Dr. Chip Bantock is retiring in June, but says new family doctor payment model is a positive step (Image Credit: CFJC Today)
FAMILY DOCTORS

Kamloops doctor feels new payment model will recruit more family physicians

Feb 2, 2023 | 4:39 PM

KAMLOOPS — Dr. Chip Bantock is getting to the end of his career. In fact, he’s officially retiring as a family doctor in June.

He won’t benefit from the province’s new payment model, but says compensating family physicians properly will be a good recruiting tool for B.C.

“I believe a lot of our residents, trainee doctors have vizualized [family medicine] with working in their residency with more senior doctors and would love to practice in that way, but economically it made no sense when they saw they needed the business side of medicine,” noted Dr. Bantock. “But their overhead is going to be covered and [allow them] to make better finances.”

The new model, which officially came into effect on Wednesday (Feb. 1), will be in place for three years. It includes $118 million to support family doctors with overhead costs.

Most importantly, doctors will be compensated for their time, not just how many patients they see.

“It focuses payment per doctors on the work they actually do, the complexity of that work, the administrative work, teaching work they do,” B.C. Health Minister Adrian Dix told CFJC Today. “And it improves and makes equivalent the work that’s done in family practices to [work] that’s done elsewhere in the healthcare system.”

Dix says it will make family practice more competitive, putting it on a level playing field to doctors who choose other areas of healthcare for more money.

“Family practice was not competitive within B.C. for other things family doctors can do. For example, be hospitalists and others,” he noted.

However, it’s too little, too late for doctors like Bantock, who’s been calling for this type of model for more than a decade.

“Governments have been trying to patch up the health system for a long time, particularly in primary care, with some great ideas, with some not-so-great ideas,” said Bantock. “In my opinion, it’s always been about a lack of physician numbers to try and replace us in various different manners has not worked, has not increased attachment and discouraged younger doctors from going into practice.”

There are about 40,000 Kamloops residents without a family doctor. Dix says the new payment model and new recruiting tool won’t bring family doctors overnight, but says action is being taken.

“We’re training more doctors. We’re bringing in more doctors through tripling the Practice Ready Assessment program, which is really important for smaller communities. We’re adding a new medical school [at SFU], new pathways for internationally-ready doctors, a new agreement with the Doctors of BC designed to attract people to family practice,” he said. “All of those are really positive steps.”

Bantock added, “It’s still going to take a number of years. I think in the short term, this will attract a number of doctors into practice in Kamloops that I’ve seen on the edge of making this decision. We still have in the Kamloops area plenty of residents coming through.”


What you will do>
Search the listing below, and show each line that includes the word "icon".
● ● ● ● ●
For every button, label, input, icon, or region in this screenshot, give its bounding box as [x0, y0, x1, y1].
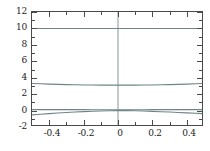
series-line-curve-4: [32, 111, 203, 115]
xtick-minor-bottom: [101, 122, 102, 125]
xtick-label: 0: [105, 129, 135, 138]
ytick-major-right: [197, 45, 202, 46]
ytick-major: [32, 61, 37, 62]
ytick-minor-right: [199, 53, 202, 54]
xtick-major: [187, 12, 188, 17]
chart-figure: 12 10 8 6 4 2 0 -2 -0.4 -0.2 0 0.2 0.4: [0, 0, 210, 151]
xtick-major: [152, 12, 153, 17]
xtick-label: 0.4: [174, 129, 204, 138]
series-line-curve-2: [32, 83, 203, 85]
ytick-label: 2: [3, 89, 27, 98]
ytick-minor: [32, 102, 35, 103]
ytick-label: 6: [3, 56, 27, 65]
xtick-minor: [170, 12, 171, 15]
xtick-label: -0.4: [37, 129, 67, 138]
ytick-major-right: [197, 94, 202, 95]
ytick-minor-right: [199, 102, 202, 103]
ytick-minor: [32, 86, 35, 87]
xtick-major-bottom: [84, 120, 85, 125]
plot-canvas: [32, 12, 203, 126]
xtick-major-bottom: [152, 120, 153, 125]
ytick-minor-right: [199, 119, 202, 120]
ytick-minor: [32, 70, 35, 71]
ytick-label: 0: [3, 106, 27, 115]
xtick-major: [118, 12, 119, 17]
ytick-major-right: [197, 61, 202, 62]
ytick-major: [32, 28, 37, 29]
xtick-major-bottom: [49, 120, 50, 125]
xtick-major: [84, 12, 85, 17]
ytick-label: 8: [3, 40, 27, 49]
ytick-label: 12: [3, 7, 27, 16]
ytick-label: 10: [3, 23, 27, 32]
ytick-minor-right: [199, 86, 202, 87]
ytick-minor: [32, 37, 35, 38]
ytick-minor-right: [199, 70, 202, 71]
xtick-label: 0.2: [140, 129, 170, 138]
ytick-major-right: [197, 28, 202, 29]
ytick-major: [32, 78, 37, 79]
xtick-minor-bottom: [66, 122, 67, 125]
ytick-major: [32, 94, 37, 95]
ytick-major: [32, 12, 37, 13]
ytick-major-right: [197, 111, 202, 112]
ytick-label: 4: [3, 73, 27, 82]
ytick-minor: [32, 20, 35, 21]
ytick-major-right: [197, 78, 202, 79]
xtick-minor: [66, 12, 67, 15]
xtick-label: -0.2: [71, 129, 101, 138]
xtick-major: [49, 12, 50, 17]
plot-area: [31, 11, 203, 126]
ytick-minor: [32, 53, 35, 54]
ytick-major: [32, 45, 37, 46]
xtick-major-bottom: [187, 120, 188, 125]
ytick-minor-right: [199, 37, 202, 38]
xtick-minor-bottom: [170, 122, 171, 125]
ytick-minor: [32, 119, 35, 120]
xtick-minor-bottom: [135, 122, 136, 125]
xtick-major-bottom: [118, 120, 119, 125]
ytick-label: -2: [3, 122, 27, 131]
ytick-major-right: [197, 12, 202, 13]
xtick-minor: [135, 12, 136, 15]
ytick-minor-right: [199, 20, 202, 21]
xtick-minor: [101, 12, 102, 15]
ytick-major: [32, 111, 37, 112]
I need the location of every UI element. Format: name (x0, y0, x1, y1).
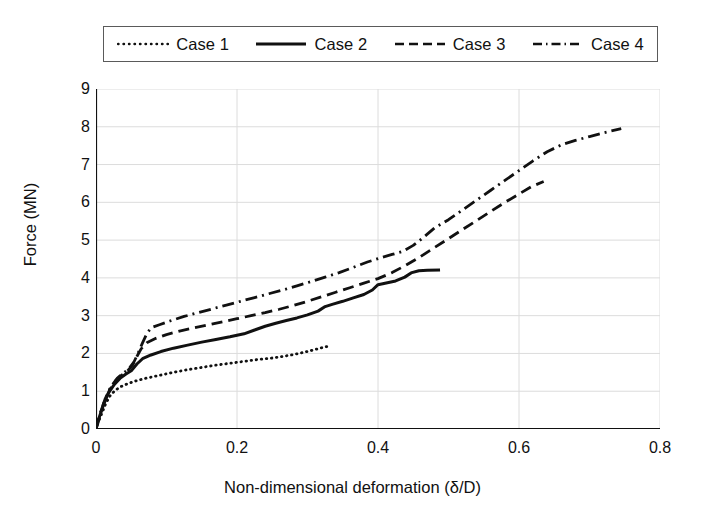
series-line-case-3 (96, 182, 544, 429)
legend-swatch-solid-icon (255, 38, 307, 50)
y-tick-label: 4 (64, 270, 90, 286)
chart-legend: Case 1 Case 2 Case 3 Case 4 (103, 26, 658, 62)
y-tick-label: 0 (64, 421, 90, 437)
data-series (96, 129, 621, 429)
legend-item-case-3: Case 3 (394, 35, 506, 54)
y-tick-label: 1 (64, 383, 90, 399)
x-tick-label: 0.8 (630, 440, 690, 456)
x-axis-tick-labels: 00.20.40.60.8 (0, 440, 705, 460)
legend-item-case-2: Case 2 (255, 35, 367, 54)
legend-label-case-4: Case 4 (591, 35, 644, 54)
y-tick-label: 2 (64, 345, 90, 361)
legend-swatch-dashed-icon (394, 38, 446, 50)
chart-container: Case 1 Case 2 Case 3 Case 4 012345 (0, 0, 705, 528)
y-tick-label: 5 (64, 232, 90, 248)
y-tick-label: 8 (64, 119, 90, 135)
legend-item-case-4: Case 4 (532, 35, 644, 54)
legend-swatch-dotted-icon (117, 38, 169, 50)
series-line-case-2 (96, 270, 440, 429)
y-axis-title: Force (MN) (21, 135, 40, 315)
legend-item-case-1: Case 1 (117, 35, 229, 54)
legend-label-case-1: Case 1 (176, 35, 229, 54)
plot-svg (96, 89, 660, 429)
y-tick-label: 9 (64, 81, 90, 97)
x-tick-label: 0.4 (348, 440, 408, 456)
y-tick-label: 6 (64, 194, 90, 210)
y-tick-label: 3 (64, 308, 90, 324)
legend-label-case-3: Case 3 (453, 35, 506, 54)
legend-label-case-2: Case 2 (314, 35, 367, 54)
legend-swatch-dashdot-icon (532, 38, 584, 50)
x-axis-title: Non-dimensional deformation (δ/D) (0, 478, 705, 497)
x-tick-label: 0 (66, 440, 126, 456)
series-line-case-1 (96, 346, 330, 429)
series-line-case-4 (96, 129, 621, 429)
x-tick-label: 0.2 (207, 440, 267, 456)
plot-area (96, 89, 660, 429)
y-tick-label: 7 (64, 157, 90, 173)
x-tick-label: 0.6 (489, 440, 549, 456)
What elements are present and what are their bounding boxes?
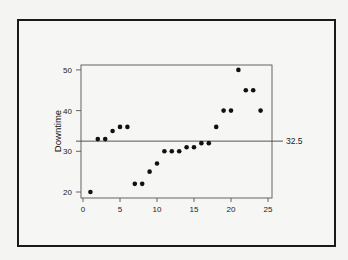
data-point <box>155 161 160 166</box>
x-tick-label: 5 <box>118 205 123 214</box>
y-axis: 20304050 <box>63 66 81 197</box>
data-point <box>229 108 234 113</box>
data-point <box>110 129 115 134</box>
data-points <box>88 68 263 195</box>
plot-area-border <box>81 65 272 198</box>
x-tick-label: 0 <box>81 205 86 214</box>
data-point <box>207 141 212 146</box>
x-tick-label: 10 <box>153 205 162 214</box>
data-point <box>162 149 167 154</box>
data-point <box>103 137 108 142</box>
x-tick-label: 25 <box>264 205 273 214</box>
run-chart: 20304050 0510152025 Downtime 32.5 <box>0 0 348 260</box>
data-point <box>118 125 123 130</box>
data-point <box>177 149 182 154</box>
data-point <box>251 88 256 93</box>
data-point <box>192 145 197 150</box>
data-point <box>214 125 219 130</box>
data-point <box>244 88 249 93</box>
data-point <box>147 169 152 174</box>
y-tick-label: 40 <box>63 107 72 116</box>
y-tick-label: 20 <box>63 188 72 197</box>
data-point <box>140 182 145 187</box>
data-point <box>236 68 241 73</box>
data-point <box>184 145 189 150</box>
data-point <box>133 182 138 187</box>
data-point <box>88 190 93 195</box>
y-axis-title: Downtime <box>52 110 63 152</box>
data-point <box>258 108 263 113</box>
x-tick-label: 20 <box>227 205 236 214</box>
data-point <box>170 149 175 154</box>
y-tick-label: 50 <box>63 66 72 75</box>
median-value-label: 32.5 <box>286 136 303 146</box>
y-tick-label: 30 <box>63 147 72 156</box>
data-point <box>221 108 226 113</box>
data-point <box>96 137 101 142</box>
x-axis: 0510152025 <box>81 198 273 214</box>
data-point <box>199 141 204 146</box>
data-point <box>125 125 130 130</box>
plot-frame <box>81 65 272 198</box>
x-tick-label: 15 <box>190 205 199 214</box>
● ● ● ● ●
Answer section>
For every button, label, input, icon, or region in this screenshot, give its bounding box as [x0, y0, x1, y1].
legend-swatch-solid-icon (255, 38, 307, 50)
legend-swatch-dashed-icon (394, 38, 446, 50)
legend-swatch-dotted-icon (117, 38, 169, 50)
legend-swatch-dashdot-icon (532, 38, 584, 50)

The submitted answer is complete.